The ceasefire, notably, excludes the Islamic State in addition to Jabhat a-Nusra, one of the lead factions in the Victory Army that controls nearly all of Idlib province.
Two hospitals, one belonging to Doctors Without Borders (MSF), were bombed in Idlib province on Monday. A third, a women and children’s hospital in the city of Azaz near the Turkish border, was also hit.
The National Hospital, also in Maarat al-Nuaman, was bombed shortly after the strikes on the MSF facility, Amjed al-Idlibi, a first responder with the Civil Defense who worked to extract the dead and wounded, told Syria Direct Tuesday.
“Both hospitals were hit directly…the planes returned several times to conduct air raids, with roughly 10 minutes between each raid,” said al-Idlibi.

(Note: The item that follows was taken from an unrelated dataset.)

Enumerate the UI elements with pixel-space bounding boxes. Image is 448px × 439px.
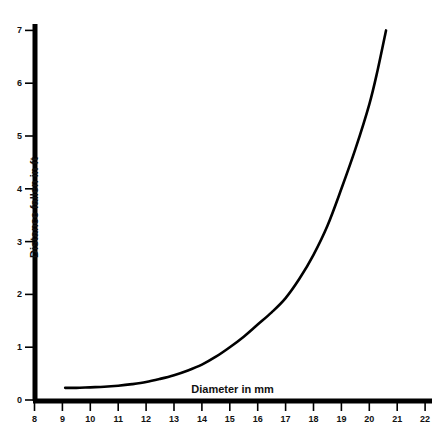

He said that the planes were Russian. [Continue reading…]
Meanwhile, Russia’s TASS reports: The Kremlin has dismissed as unacceptable the allegations the Russian air group in Syria has destroyed a hospital in Syria.
“We are strongly against such claims, the more so, since each time those who come up with such charges prove unable to somehow confirm their groundless accusations,” Russian presidential spokesman Dmitry Peskov has said.
Asked for a comment regarding reports a hospital in Syria’s Idlib province had been bombed, as well as claims the Russian air group was responsible, Peskov invited everybody to rely “on the root source first and foremost.” “In this particular case the representatives of Syrian authorities are the root source,” he said.
Peskov recalled that Syria’s ambassador to Russia, Riyadh Haddad, said on Tuesday the hospital in Idlib province was destroyed by the Americans, and not the Russian air group. [Continue reading…]
Note the reasoning of the propagandists: The allegations that the airstrikes on hospitals were carried out by Russia are firstly dismissed as “groundless accusations” and secondly dismissed by repeating a groundless accusation made by Syria’s ambassador to Russia — that these were U.S. airstrikes.
Unfortunately, there exists an uncritical audience all too willing to swallow this kind of shameless lying and tortured reasoning.